BASSETERRE, ST. KITTS – After 17 months in office, a former United Nations economist has told the Timothy Harris-led PLP/CCM/PAM Government, to stop pussy-footing with the education of the BHS students and identify a location of a site for the promised multi-million state of the art high school facility.
Kittitian Willa Franks-Liburd, a former United Nations expert on economics told listeners to Monday’s edition of “Issues” on Freedom FM that the government appears to be in a quandary of locating the new BHS in Basseterre.
She said EC$8 million has been spent on the temporary BHS at Taylors which has the students cramped and confined in a small area for too long with two other schools – Beach-Allen Primary and the Washington Archibald High School in the vicinity.

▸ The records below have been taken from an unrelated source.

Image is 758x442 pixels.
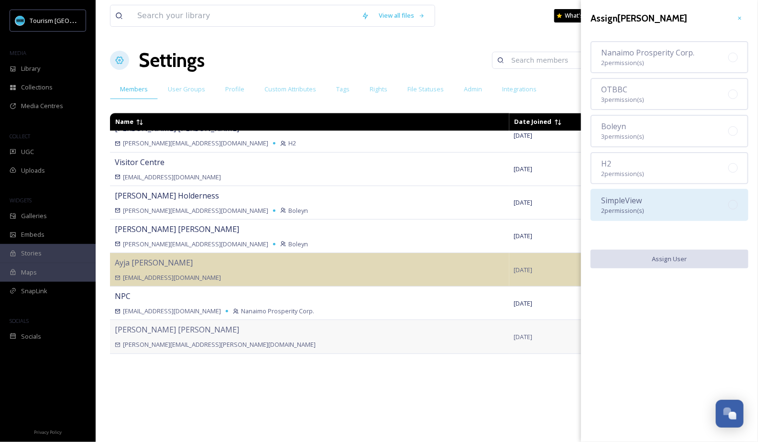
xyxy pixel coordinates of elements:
span: [PERSON_NAME] Holderness [115,190,219,201]
span: Library [21,64,40,73]
span: Integrations [502,85,537,94]
span: SOCIALS [10,317,29,324]
span: 3 permission(s) [601,95,644,104]
span: [EMAIL_ADDRESS][DOMAIN_NAME] [123,307,221,316]
span: [PERSON_NAME] [PERSON_NAME] [115,324,239,335]
span: Privacy Policy [34,429,62,435]
span: Embeds [21,230,44,239]
span: 3 permission(s) [601,132,644,141]
input: Search your library [132,5,357,26]
span: Tags [336,85,350,94]
span: [DATE] [514,299,533,308]
span: Uploads [21,166,45,175]
span: MEDIA [10,49,26,56]
span: [PERSON_NAME][EMAIL_ADDRESS][PERSON_NAME][DOMAIN_NAME] [123,340,316,349]
span: User Groups [168,85,205,94]
span: Admin [464,85,482,94]
span: Boleyn [601,121,626,132]
span: Profile [225,85,244,94]
h1: Settings [139,46,205,75]
span: File Statuses [408,85,444,94]
span: [PERSON_NAME][EMAIL_ADDRESS][DOMAIN_NAME] [123,206,268,215]
span: Collections [21,83,53,92]
span: UGC [21,147,34,156]
span: WIDGETS [10,197,32,204]
span: OTBBC [601,84,628,95]
button: Open Chat [716,400,744,428]
span: COLLECT [10,132,30,140]
span: Boleyn [288,206,308,215]
span: [PERSON_NAME][EMAIL_ADDRESS][DOMAIN_NAME] [123,240,268,249]
h3: Assign [PERSON_NAME] [591,11,688,25]
a: Privacy Policy [34,426,62,437]
span: [DATE] [514,332,533,341]
span: Name [115,118,133,126]
span: SimpleView [601,195,642,206]
span: Date Joined [515,118,552,126]
span: 2 permission(s) [601,206,644,215]
span: 2 permission(s) [601,58,644,67]
span: Tourism [GEOGRAPHIC_DATA] [30,16,115,25]
span: Maps [21,268,37,277]
img: tourism_nanaimo_logo.jpeg [15,16,25,25]
span: Galleries [21,211,47,221]
span: [DATE] [514,131,533,140]
span: [DATE] [514,265,533,274]
a: What's New [554,9,602,22]
span: Socials [21,332,41,341]
span: Nanaimo Prosperity Corp. [241,307,314,316]
span: Ayja [PERSON_NAME] [115,257,193,268]
span: [DATE] [514,232,533,240]
span: 2 permission(s) [601,169,644,178]
span: NPC [115,291,131,301]
a: View all files [374,6,430,25]
span: [PERSON_NAME][EMAIL_ADDRESS][DOMAIN_NAME] [123,139,268,148]
span: [DATE] [514,165,533,173]
span: SnapLink [21,287,47,296]
span: H2 [288,139,296,148]
span: Boleyn [288,240,308,249]
span: [PERSON_NAME] [PERSON_NAME] [115,224,239,234]
td: Sort descending [110,114,509,131]
span: [EMAIL_ADDRESS][DOMAIN_NAME] [123,173,221,182]
span: [DATE] [514,198,533,207]
span: Custom Attributes [265,85,316,94]
span: Visitor Centre [115,157,165,167]
button: Assign User [591,250,749,268]
span: Stories [21,249,42,258]
span: H2 [601,158,611,169]
td: Sort ascending [510,114,599,131]
span: Nanaimo Prosperity Corp. [601,47,695,58]
span: Members [120,85,148,94]
span: [EMAIL_ADDRESS][DOMAIN_NAME] [123,273,221,282]
span: Media Centres [21,101,63,110]
span: Rights [370,85,387,94]
input: Search members [507,51,599,70]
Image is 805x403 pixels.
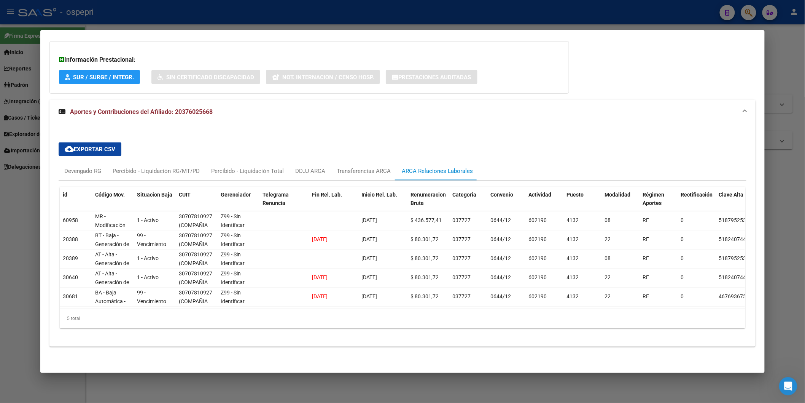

“I cannot see how they can keep hundreds of students in that confined space for an extended period of time and then some of the facilities that existed at the original BHS are no longer available,” she said.
She noted that the EC$10 million allocated in the 2016 Budget for the BHS could not build a new school and could only be used for architectural design and for an Environmental Impact Assessment, noting that EC$8 million was already spent refurbishing the existing BHS facility. The school was condemned by the Timothy Harris-led Team Unity Government despite expert recommendations from local professionals, the Caribbean Industrial Research Institute (CARIRI), theCaribbean Public Health Agency (CARPHA) and the National Institute for Occupational Safety and Health (NIOSH) that the spacious facility be cleaned up and a proper maintenance programme be implemented.
“Another EC$8 million was spent just to relocate the school to its temporary quarters. Those are millions of dollars just gone down the road like that. So we are talking about tens of millions of dollars to build a new school,” said Franks-Liburd.
She further pointed out that with half of 2016 already gone a site for the new school has not been identified.
“If you cannot indentify a site then a proper costing cannot be done, because an environmental impact study will have to be done, soil tests, designs and plans as well as tendering, etc…so I am figuring out now what will be in the 2017 Budget to be presented later this year as no site has been publicly been identified and I think that is part of the problem,” said Franks-Liburd.
“In my humble view as I grew up and lived in the area of the existing BHS which is also my alma mater, it would seem to me in terms of the spacial dimension at the old site, in terms of the environment and its proximity to downtown although it is not in the downtown area, that is actually the best site for the Basseterre High School. If they have to break down the old buildings, spend another couple millions of dollars to sanitise the place both the Western Campus and the Eastern Campus and then build a new school,” she suggested.
Franks-Liburd is also of the view that Prime Minister Harris, Minister of Education Shawn Richards and the entire government “is in a quandary as they do not know where to locate the next Basseterre High School.”
“Basseterre has in nearly 20,000 people. At least two public high schools are needed and you cannot build a new Basseterre High way out in the country otherwise that would not be Basseterre or a High School for Basseterre, because accessibility would become another issue. I hope the Government would put their mind on it and try to address that situation,” said Franks-Liburd, awarded the Medal of Honour for Service to the Nation in the Diaspora in 2009.
Ms Franks-Liburd has worked as a Research Economist with the Caribbean Development Bank and at the Eastern Caribbean Central Bank where she was Assistant Director of Bank Supervision for some nine years.
She became an International Civil Servant at the United Nations in 1985, initially assigned to the United Nations Conference on Trade and Development (UNCTAD) in Geneva, Switzerland, and was later moved to United Nations Headquarters in 2002. She also served as Programme Officer in the Office of the Under-Secretary-General.